McGruder: I came up with the idea for "The Boondocks" while I was in college [at the University of Maryland]. I was a big fan of "Bloom County" and "Calvin and Hobbes," and I decided to try something like that — a social satire targeting racial politics and popular culture.
Hudlin: I like to describe "The Boondocks" as "imagine if Chris Rock drew 'Peanuts.'"
McGruder: Well, I have no problem with Chris Rock, and I have no problem with "Peanuts."
Hudlin: Well, it's a funnier answer.
McGruder: As long as they like it, it's all good to me. I would describe it as a strip about angry black children. I try to question everything or spark the brain to go in a new direction. Pop culture needs to be more creative and balanced. I've been [especially] critical of contemporary black music. I'd like more variety. Not everyone has to sound like Jay-Z or DMX. It's not that everybody in music is bad. It's just that you don't want to have to listen to the same two or three people over and over and over again, because no matter how good they are you're going to get tired of them. As it becomes more creative, it'll become more balanced. There'll just be different styles, there'll be the natural evolution of black music, which I think has been artifically stagnated over the past half-decade or so by corporate interest.
Hudlin: The main thing is that you maintain your voice. To succeed in a variety of mediums, you can't get pigeonholed. As long as you do your homework and study another medium, why not try something new? I grew up admiring guys like Howard Hawks, who'd do a movie like "Red River," then he'd do a movie like "His Girl Friday," where you can have a real diversity of style. It's harder to have a career like that these days, so you just try to prove the point by doing. A movie like "House Party," which is a teen comedy, is different from a movie like "Boomerang," is more of a classic Rock Hudson-Doris Day romance, vs. "Great White Hype," which is more political satire, vs. "The Ladies Man," which is just a silly fun movie, vs. "Serving Sara," which we wanted to do that kind of classic romantic road comedy like "It Happened One Night."
McGruder: The hardest part has been not quitting.

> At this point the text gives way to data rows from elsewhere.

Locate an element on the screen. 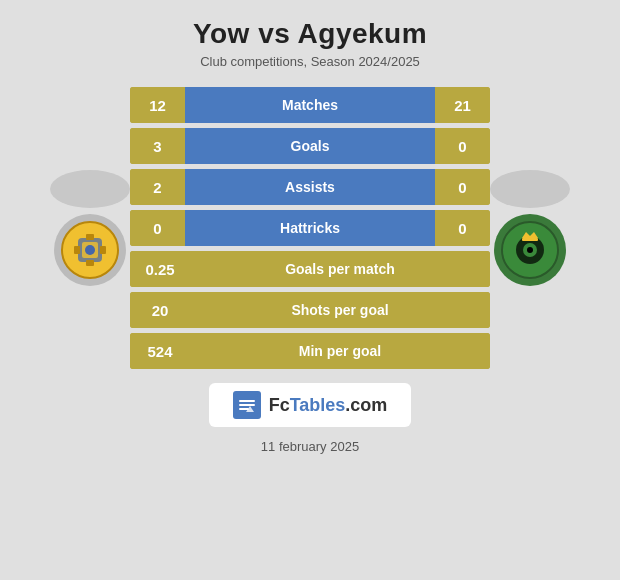 The height and width of the screenshot is (580, 620). stat-left-goals-per-match: 0.25 is located at coordinates (160, 269).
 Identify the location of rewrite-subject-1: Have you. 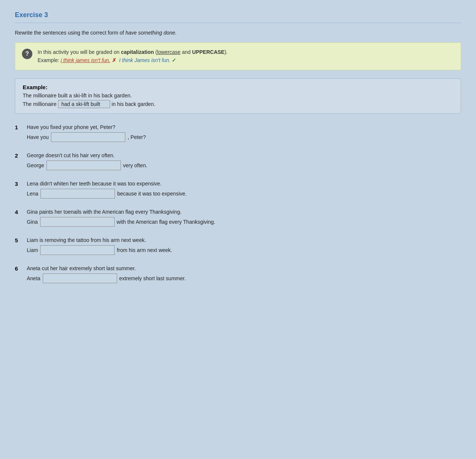
(38, 137).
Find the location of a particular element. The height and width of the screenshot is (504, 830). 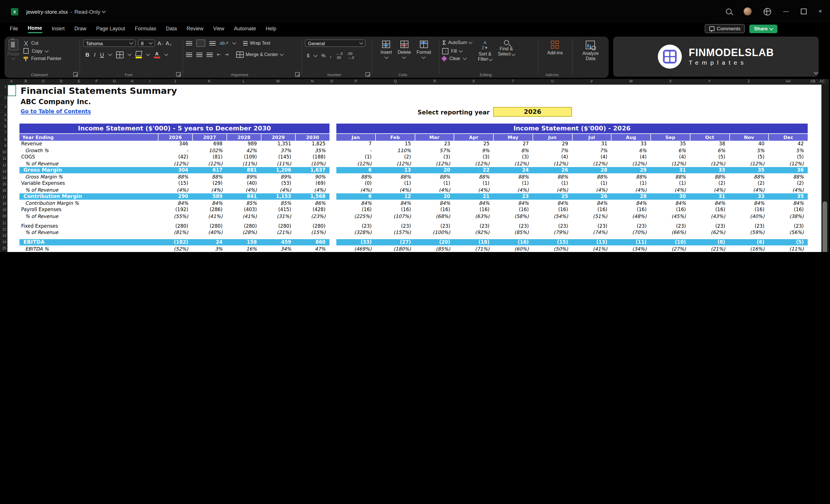

column-header-AC: AC is located at coordinates (822, 81).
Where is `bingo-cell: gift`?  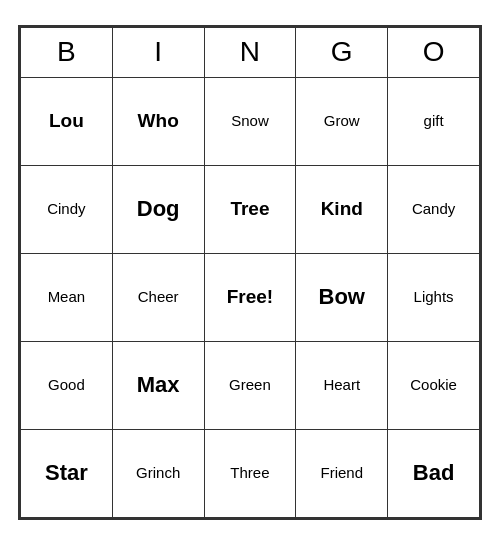
bingo-cell: gift is located at coordinates (434, 121).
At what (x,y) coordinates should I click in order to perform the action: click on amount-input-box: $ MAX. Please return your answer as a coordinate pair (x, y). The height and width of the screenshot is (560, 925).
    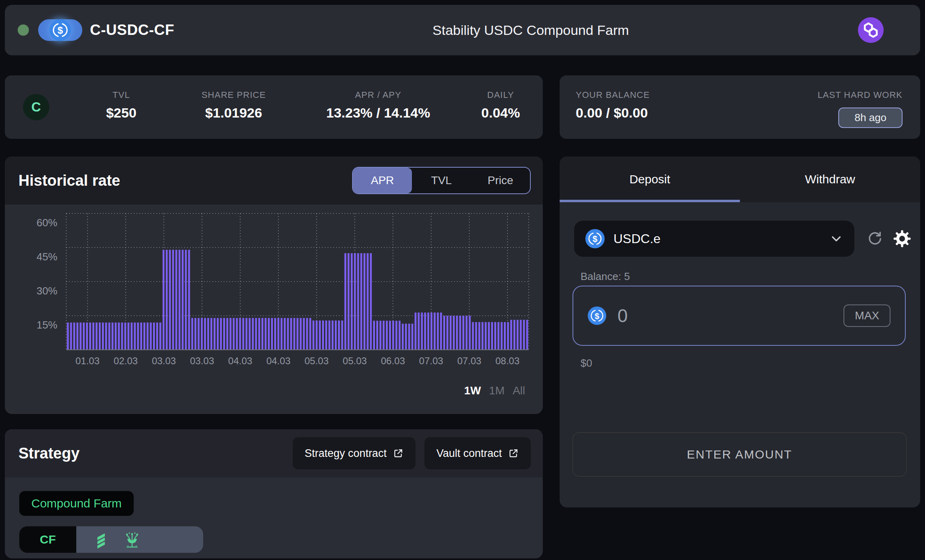
    Looking at the image, I should click on (739, 316).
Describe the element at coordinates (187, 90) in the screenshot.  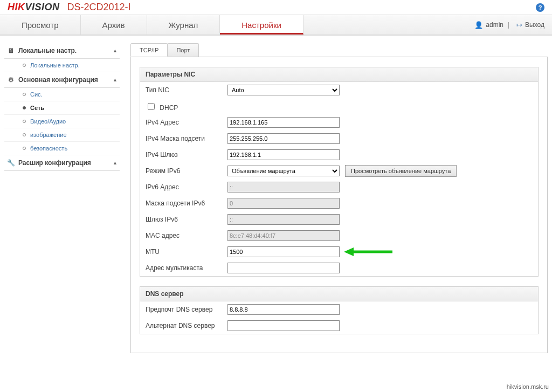
I see `label-nic-type: Тип NIC` at that location.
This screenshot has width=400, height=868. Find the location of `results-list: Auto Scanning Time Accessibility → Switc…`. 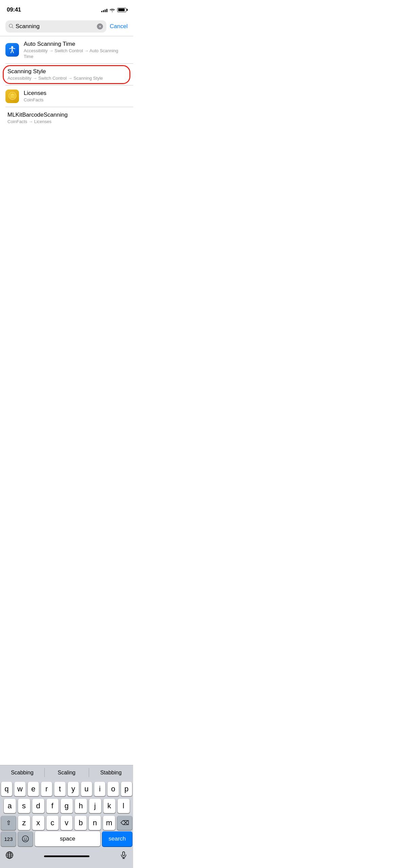

results-list: Auto Scanning Time Accessibility → Switc… is located at coordinates (66, 83).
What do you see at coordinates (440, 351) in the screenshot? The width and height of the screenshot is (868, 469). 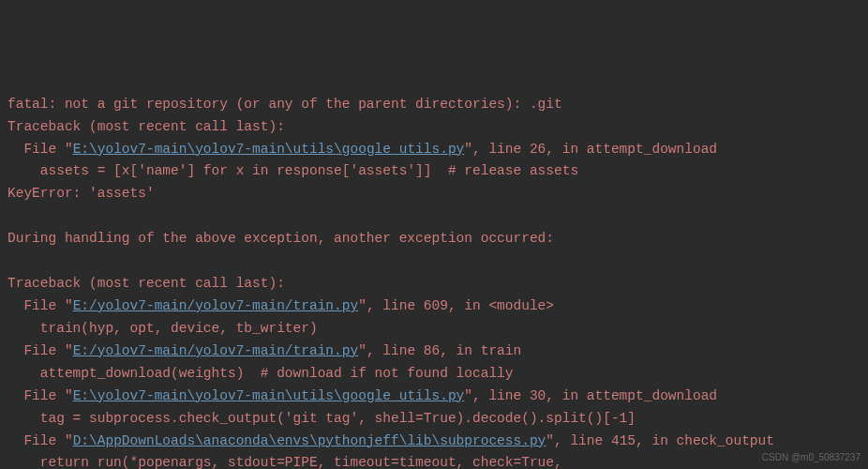 I see `console-text: ", line 86, in train` at bounding box center [440, 351].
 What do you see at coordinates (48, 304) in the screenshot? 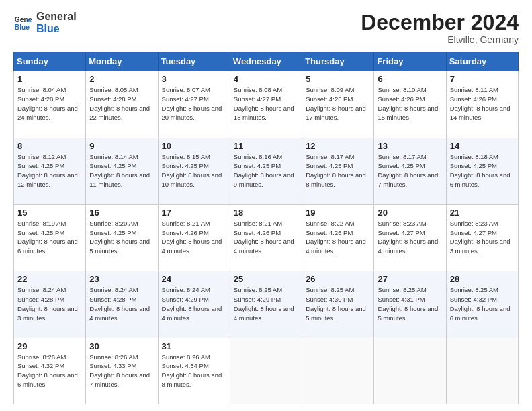
I see `day-info: Sunrise: 8:24 AMSunset: 4:28 PMDaylight:…` at bounding box center [48, 304].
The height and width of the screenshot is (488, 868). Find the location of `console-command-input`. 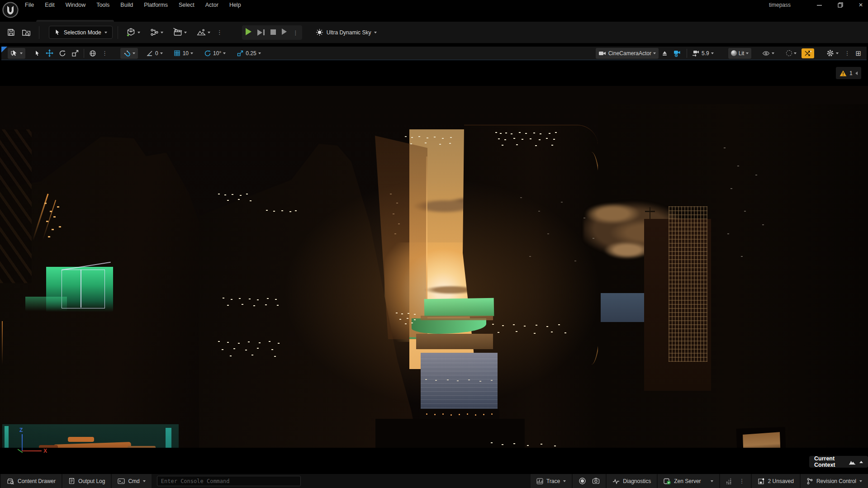

console-command-input is located at coordinates (229, 481).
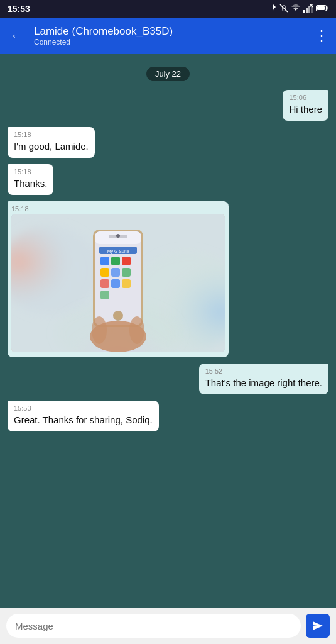 This screenshot has height=644, width=336. What do you see at coordinates (308, 9) in the screenshot?
I see `signal-icon` at bounding box center [308, 9].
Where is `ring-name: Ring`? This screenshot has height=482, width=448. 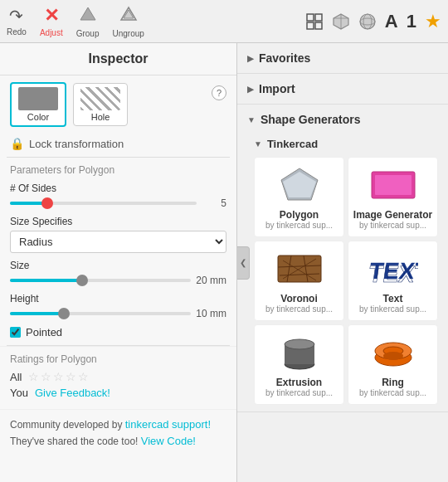 ring-name: Ring is located at coordinates (393, 382).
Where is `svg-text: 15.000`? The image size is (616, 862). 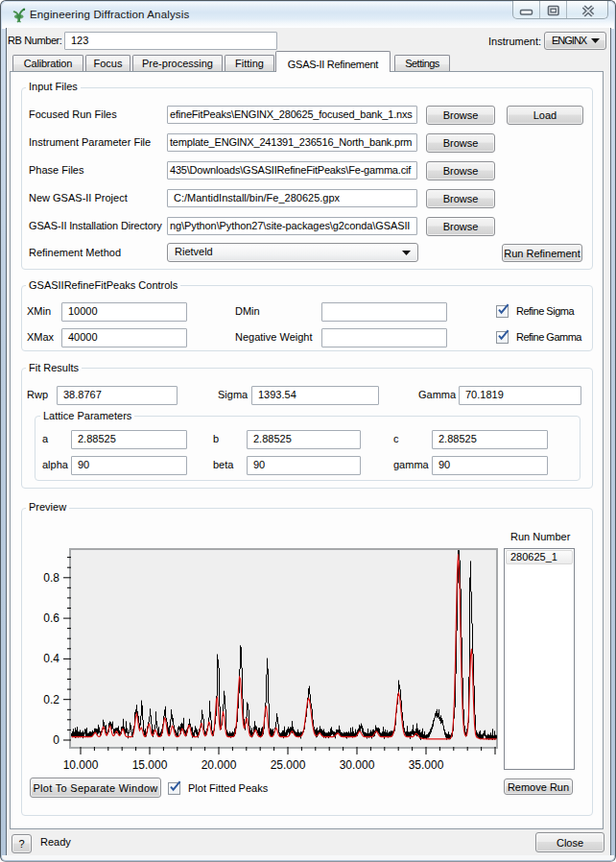
svg-text: 15.000 is located at coordinates (150, 765).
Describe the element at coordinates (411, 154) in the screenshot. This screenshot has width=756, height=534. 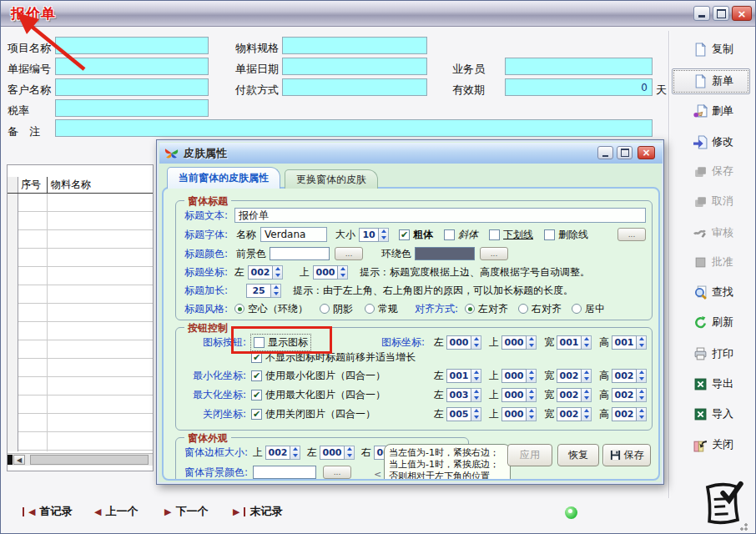
I see `dialog-titlebar: 皮肤属性` at that location.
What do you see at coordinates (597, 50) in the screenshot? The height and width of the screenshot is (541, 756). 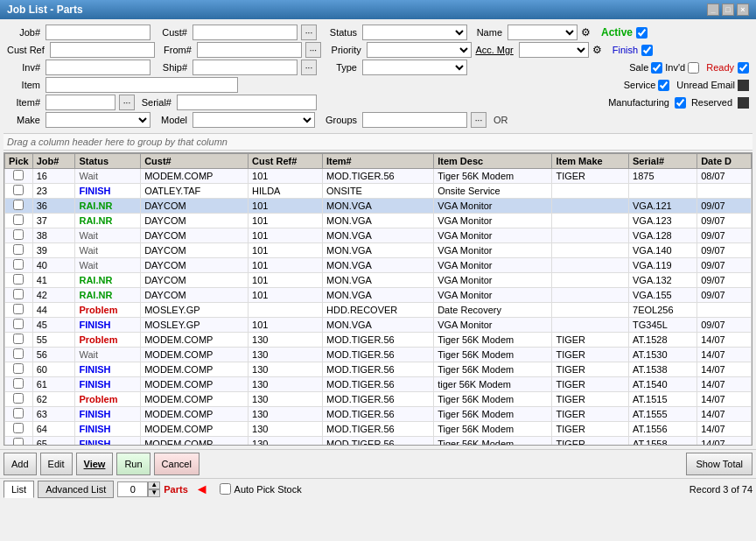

After I moved to L.A. [in 1999], Reggie constantly stayed on me to keep the strip going. And now all this Hollywood stuff is happening on our own terms.
Hudlin: Which is the way it should be. One of the biggest challenges of my career has been trying to overcome the myth that if something has a black cast or is centered in black culture that it is marginal. When you talk to studios, there's still a second-class attitude taken to a lot of black material unless there's a very, very large star attached. Over the years, there has been incremental change, but I can't say it's been much more than that, despite the fact that black pop culture is mainstream culture. If you look particularly at the hip-hop generation in film, in television, in music — many of the biggest stars are black. And that's an assumption we have to make no matter what we're working on.
— Moderated by New York-based writer Sara Anderson.